Vatican Sporting Scene

While Jason is knee-deep in Eucharist studies and Bryan is trying to wrap his mind around Vatican II, officials in Rome are engaged in various competitions. First, a story about cricket as the new evangelism:

The Holy See has plans to finally beat the Church of England at its own game: not in a theological debate, but on the cricket field. The Vatican has a new cricket club that aims to encourage dialogue between cultures, as well as growing virtue among the athletes, both on and off the field.

“The idea was if we start a cricket club, cricket being so popular in the whole of the East, especially in the Indian subcontinent, we could start a dialogue through cricket,” said Father Theodore Mascarenas.
Father Mascarenas is a member of the Pontifical Council for Culture, overseeing the departments for Asia, Africa and Ushuaia (capital city of Tierra del Fuego, Argentina). He is also the new chairman for the Vatican cricket team, called St. Peter’s Cricket Club.

St. Peter’s Cricket Club currently has several different objectives. The first is to organize a tournament among the various colleges in Rome, which, according to a survey done earlier this year, will be able to count on roughly 300 players and supporters from the city.

Eventually, the club hopes to challenge the Church of England to a match and aims in the future to play teams from Muslim, Hindu, Sikh and Buddhist educational institutions in order to fortify relationships and dialogue with various cultural communities.

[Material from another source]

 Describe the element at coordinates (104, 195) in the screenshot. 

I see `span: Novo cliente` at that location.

Of course, no one would really see much of a contest in theological debates with the Anglicans. What is of interest is the emerging debate between Pope Francis and Archbishop Gerhard Muller, head of the Congregation for the Doctrine of the Faith:

Given that Pope Francis has himself spoken of the need to take a new look at the situation of divorced and remarried, and has convened a Synod of Bishops for 2014 to discuss this and other issues, it’s legitimate to wonder where the church is really headed: substantial change or another dead-end debate.

The archbishop makes several important points:

— He underlines that, in his view, this is not simply a pastoral question but a doctrinal issue that involves the church’s theological understanding of the sacrament of marriage. He states categorically that the Orthodox practice of allowing second or third marriages under certain circumstances “cannot be reconciled with God’s will” – which is interesting, considering that Pope Francis himself has referred to the Orthodox practice without explicitly repudiating or endorsing it.

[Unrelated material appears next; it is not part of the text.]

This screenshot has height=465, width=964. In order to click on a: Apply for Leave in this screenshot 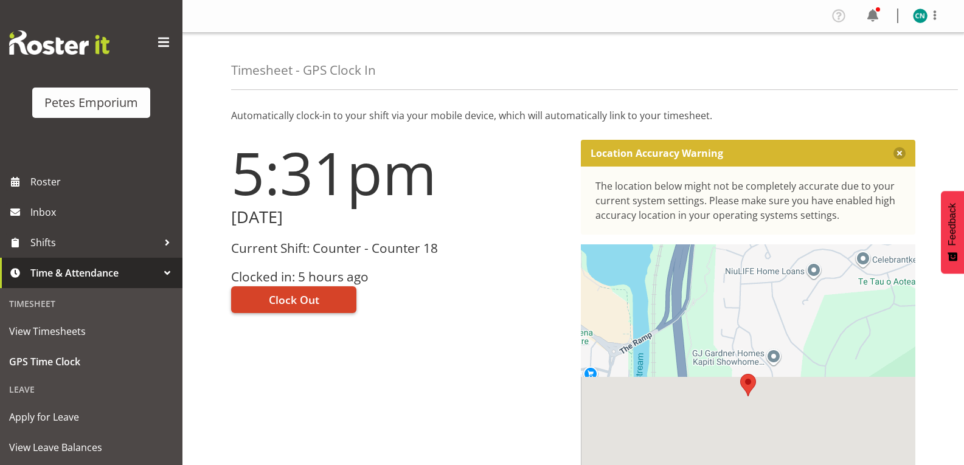, I will do `click(91, 417)`.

— Muller pointedly rejects the argument that the individual conscience can be the final arbiter on whether a divorced and civilly remarried Catholic can receive Communion. Again, there seems to be a contrast in tone with Pope Francis’ own recent remarks on the duty to follow one’s conscience.

— In what appears to be a remarkably direct response to Pope Francis’ call for “mercy” as the framework for dealing with divorced and remarried Catholics, Archbishop Muller says that “an objectively false appeal to mercy also runs the risk of trivializing the image of God, by implying that God cannot do other than forgive.”

Do Jason and the Callers have an opinion about any of this? Would any of this matter to their projection of Rome as savior from error? Perhaps they are playing a different game.